Knowing

I recently blogged about Madisonville for Queen City Discovery last week while the blog host was on vacation.  There was a simple invitation posted on Facebook that said “Would anyone like to write/contribute an article to QC/D to be published next week when I’m out of town on a trip? You can write about anything you want… mostly.”

The Bramble Patch

I replied and then got a response, leaving me with roughly 24 hours to photograph, feature, and write about my neighborhood, what we’re up to, what we’re about. I took photographs of places I knew about, and places I didn’t know much about. The Bramble Patch, featured above, is one of those places I do know that I photographed.  On any given evening, we could go there together, and I could probably point out 2 -5 people I know, some of whom I went to grade school/high school with.  I could introduce you to them, if you’d like me to.

The QC/D blog usually features abandoned buildings or long forgotten factoriesapartment complexes, schools.  Luckily, being curious, snooping, taking pictures, and digging around are all things I enjoy doing.  It surprises me how much people don’t do that.  And frequently we hear over and over again “we just don’t know anyone/anything/anywhere.”
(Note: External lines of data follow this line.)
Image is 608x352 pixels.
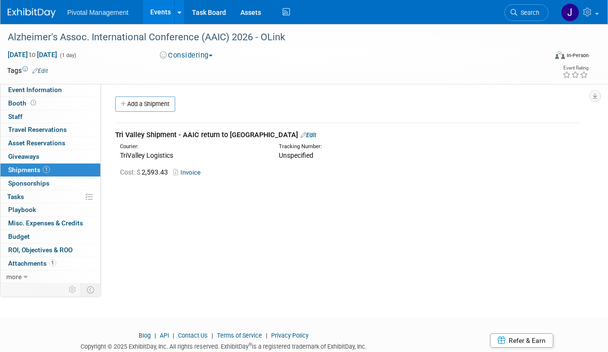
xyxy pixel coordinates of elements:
[0,191,100,203] a: Tasks
[8,153,39,160] span: Giveaways
[8,166,50,174] span: Shipments
[517,9,539,16] span: Search
[8,113,23,120] span: Staff
[43,166,50,173] span: 1
[7,50,58,59] span: [DATE] [DATE]
[217,332,262,339] a: Terms of Service
[0,164,100,177] a: Shipments1
[0,177,100,190] a: Sponsorships
[490,334,553,348] a: Refer & Earn
[8,246,72,254] span: ROI, Objectives & ROO
[49,260,56,267] span: 1
[566,52,589,59] div: In-Person
[561,3,579,22] img: Jessica Gatton
[4,29,539,46] div: Alzheimer's Assoc. International Conference (AAIC) 2026 - OLink
[0,257,100,270] a: Attachments1
[115,96,175,112] a: Add a Shipment
[0,97,100,110] a: Booth
[504,4,548,21] a: Search
[0,110,100,123] a: Staff
[120,168,142,176] span: Cost: $
[300,131,316,139] a: Edit
[115,130,582,140] div: Tri Valley Shipment - AAIC return to [GEOGRAPHIC_DATA]
[8,233,30,240] span: Budget
[120,168,172,176] span: 2,593.43
[8,139,65,147] span: Asset Reservations
[555,51,565,59] img: Format-Inperson.png
[279,143,463,151] div: Tracking Number:
[28,51,37,59] span: to
[160,332,169,339] a: API
[0,271,100,284] a: more
[271,332,309,339] a: Privacy Policy
[29,99,38,107] span: Booth not reserved yet
[81,284,101,296] td: Toggle Event Tabs
[170,332,177,339] span: |
[562,66,588,71] div: Event Rating
[7,340,440,351] div: Copyright © 2025 ExhibitDay, Inc. All rights reserved. ExhibitDay is a registered trademark of Ex...
[152,332,158,339] span: |
[8,8,56,18] img: ExhibitDay
[0,83,100,96] a: Event Information
[504,50,589,64] div: Event Format
[0,230,100,243] a: Budget
[8,206,36,214] span: Playbook
[0,137,100,150] a: Asset Reservations
[8,86,62,94] span: Event Information
[0,217,100,230] a: Misc. Expenses & Credits
[0,203,100,216] a: Playbook
[0,150,100,163] a: Giveaways
[173,169,204,176] a: Invoice
[279,152,313,159] span: Unspecified
[249,342,252,347] sup: ®
[6,273,22,281] span: more
[32,68,48,74] a: Edit
[8,179,49,187] span: Sponsorships
[0,123,100,136] a: Travel Reservations
[7,66,48,75] td: Tags
[59,52,76,59] span: (1 day)
[263,332,270,339] span: |
[67,9,129,16] span: Pivotal Management
[8,219,83,227] span: Misc. Expenses & Credits
[8,126,67,133] span: Travel Reservations
[120,143,264,151] div: Courier:
[8,99,38,107] span: Booth
[64,284,81,296] td: Personalize Event Tab Strip
[120,151,264,160] div: TriValley Logistics
[178,332,208,339] a: Contact Us
[7,193,24,201] span: Tasks
[209,332,215,339] span: |
[8,260,56,267] span: Attachments
[0,244,100,257] a: ROI, Objectives & ROO
[139,332,151,339] a: Blog
[156,50,216,60] button: Considering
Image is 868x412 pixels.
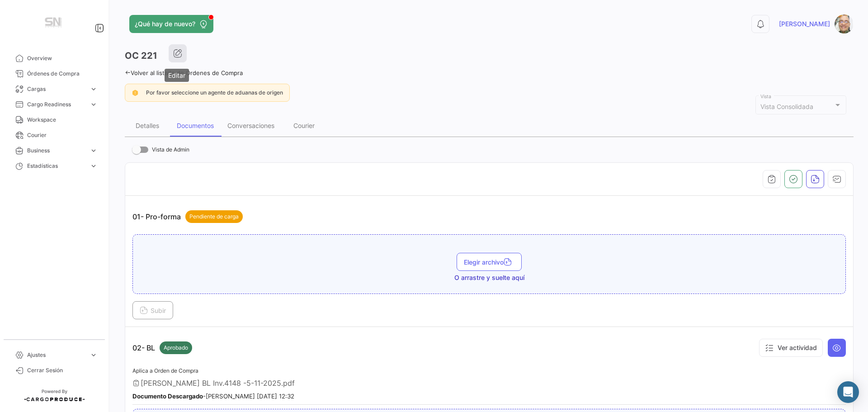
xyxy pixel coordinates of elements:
div: Abrir Intercom Messenger [837,381,859,403]
span: Overview [27,54,98,62]
a: Órdenes de Compra [7,66,102,81]
span: Estadísticas [27,162,86,170]
a: Volver al listado de Órdenes de Compra [125,69,243,77]
button: Ver actividad [759,339,823,357]
span: Ajustes [27,351,86,359]
div: Detalles [136,122,159,130]
span: Órdenes de Compra [27,70,98,78]
button: Elegir archivo [457,253,522,271]
span: ¿Qué hay de nuevo? [135,19,195,29]
p: 01- Pro-forma [133,210,243,223]
span: Cerrar Sesión [27,366,98,375]
b: Documento Descargado [133,393,203,400]
div: Courier [293,122,315,130]
div: Editar [164,69,189,81]
span: expand_more [89,351,98,359]
button: ¿Qué hay de nuevo? [130,15,213,33]
span: expand_more [89,100,98,109]
span: expand_more [89,147,98,154]
span: Business [27,147,86,154]
span: Aplica a Orden de Compra [133,367,199,374]
p: 02- BL [133,341,192,354]
span: Elegir archivo [464,258,514,266]
span: [PERSON_NAME] BL Inv.4148 -5-11-2025.pdf [140,379,295,388]
span: Vista de Admin [152,144,189,155]
span: Workspace [27,116,98,124]
span: [PERSON_NAME] [779,19,830,29]
span: Subir [140,306,166,314]
span: expand_more [89,162,98,170]
span: O arrastre y suelte aquí [455,273,524,282]
span: Vista Consolidada [760,102,814,110]
h3: OC 221 [125,50,157,62]
button: Subir [133,301,173,320]
span: expand_more [89,85,98,93]
span: Aprobado [164,344,188,351]
a: Overview [7,50,102,66]
img: Captura.PNG [835,15,853,33]
span: Courier [27,131,98,140]
img: Manufactura+Logo.png [32,11,77,36]
span: Por favor seleccione un agente de aduanas de origen [146,89,283,96]
a: Workspace [7,113,102,127]
span: Cargas [27,85,86,93]
div: Documentos [177,122,214,130]
span: Pendiente de carga [189,213,239,220]
span: Cargo Readiness [27,100,86,109]
small: - [PERSON_NAME] [DATE] 12:32 [133,393,294,400]
a: Courier [7,127,102,143]
div: Conversaciones [227,122,275,130]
Honestly, I grow tired of this rhetoric, that one can live somewhere for decades, months even, and not “know anything.”  It weighs heavily on some of us here, that the work of community has been delegated to a “service” instead of something we could all do together.  It is work, but it’s not something that can be delegated out and paid for like plumbing or dental work.
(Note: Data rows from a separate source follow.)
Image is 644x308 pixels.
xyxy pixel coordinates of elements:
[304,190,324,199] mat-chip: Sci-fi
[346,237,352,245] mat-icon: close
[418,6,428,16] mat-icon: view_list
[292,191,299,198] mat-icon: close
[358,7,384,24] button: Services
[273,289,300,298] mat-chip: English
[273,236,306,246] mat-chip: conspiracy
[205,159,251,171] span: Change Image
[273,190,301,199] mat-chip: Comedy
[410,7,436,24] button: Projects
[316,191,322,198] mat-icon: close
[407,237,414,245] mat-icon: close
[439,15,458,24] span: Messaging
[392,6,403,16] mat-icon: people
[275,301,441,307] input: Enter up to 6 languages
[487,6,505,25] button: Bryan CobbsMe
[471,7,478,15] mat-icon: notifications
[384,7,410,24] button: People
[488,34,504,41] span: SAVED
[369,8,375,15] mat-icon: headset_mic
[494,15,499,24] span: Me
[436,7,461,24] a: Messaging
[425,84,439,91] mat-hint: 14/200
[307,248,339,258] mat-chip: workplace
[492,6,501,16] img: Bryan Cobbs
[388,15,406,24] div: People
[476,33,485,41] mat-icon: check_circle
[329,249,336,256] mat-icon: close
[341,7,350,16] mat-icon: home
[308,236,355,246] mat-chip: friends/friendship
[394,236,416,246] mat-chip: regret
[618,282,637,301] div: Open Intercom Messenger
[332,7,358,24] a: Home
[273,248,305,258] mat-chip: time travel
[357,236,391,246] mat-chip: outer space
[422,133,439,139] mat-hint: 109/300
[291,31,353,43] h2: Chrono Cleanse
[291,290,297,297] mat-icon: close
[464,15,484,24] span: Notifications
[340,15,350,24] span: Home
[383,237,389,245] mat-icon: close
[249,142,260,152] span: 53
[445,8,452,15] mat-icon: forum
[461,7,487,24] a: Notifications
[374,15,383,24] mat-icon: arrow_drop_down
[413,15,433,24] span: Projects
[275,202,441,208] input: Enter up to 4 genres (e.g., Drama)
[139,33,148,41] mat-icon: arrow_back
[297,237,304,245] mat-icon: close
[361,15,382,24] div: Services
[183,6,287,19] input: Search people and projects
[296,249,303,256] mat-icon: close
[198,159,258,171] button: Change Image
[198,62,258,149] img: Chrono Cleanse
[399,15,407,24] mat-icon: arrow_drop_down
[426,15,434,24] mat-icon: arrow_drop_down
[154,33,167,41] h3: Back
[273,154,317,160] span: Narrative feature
Weathered and forgotten building
Whetsel Avenue

QC/D features places often abandoned by people and society, beautifully deconstructed walls, chipping paint, old doors, left behind furniture.  I think there are places fully inhabited by people, families, pristine and up-kept, marvelously painted, and delicately manicured that have forgotten their purpose and place, too.  They’re almost as sad as as the abandoned places, full of potential, and completely unable to recognize their worth, or immobilized by the inability to see connections among neighbors, to talk, to leave the house, turn off the tv.  We’ve lost our way, I’m sure.  It’s really no surprise that some of the oldest cities centuries old have town squares, plazas, piazzas.  People were not meant to isolate themselves.

Corner of Madison and Whetsel (center of Madisonville)

I was recently at a coffee meeting with a parent, explained the role of capstones in the senior year, and started talking about people that the family knows, people who would know the person.  The parent replied that they didn’t know their neighbors.  Didn’t belong to community groups, church, no civic organizations.  They’ve always been “pretty independent.”  I reassured, that it was okay, there was no “perfect number of people” in someone’s life, and we didn’t have to know how a person fit into the project,either.  The parent thoughtfully remarked, “I guess that doesn’t help us out now.  Us being independent not knowing anyone.”  We wrapped up the conversation with invitation.  The parent was willing to learn, willing as they put it to “move out of my comfort zone.”  The parent realized, that independence, was really just leading to isolation.

While it weighs heavily, the resistance of some to know others, the fight back against building this with someone, of trying something other than what’s always been served, I also had another experience, of parents and people who are abundant with invitations, forthcoming with names.  Tim wrote about 51 people… In one such coffee meeting, a family listed with their son, 41 different non-paid people that the person knew in one hour.  41 potential connections.  41 already budding friendships.  41 people who already know the value of that person in their life.  41 people that could potentially support, invite, and love the person (and some of that 41 who surely, already did.)

madisonville-inside-of-mac.jpg

Inside of the former Madisonville Arts Center, currently under works to bring back to life as new community arts space!

I think of the buildings in my own neighborhood, historic and forgotten and think of what could be.  Wouldn’t that storefront make a wonderful local store?  That blue abandoned warehouse would be a beautiful music or events venue.  There’s the old house I still dream of being a coffeehouse even though it never got off the ground.  I think the same about  people.  Does that person even realize that their love of comic books could make a difference in someone’s life?  Does she realized that their shared love of music could change the way a person is valued? Wouldn’t he make a great friend?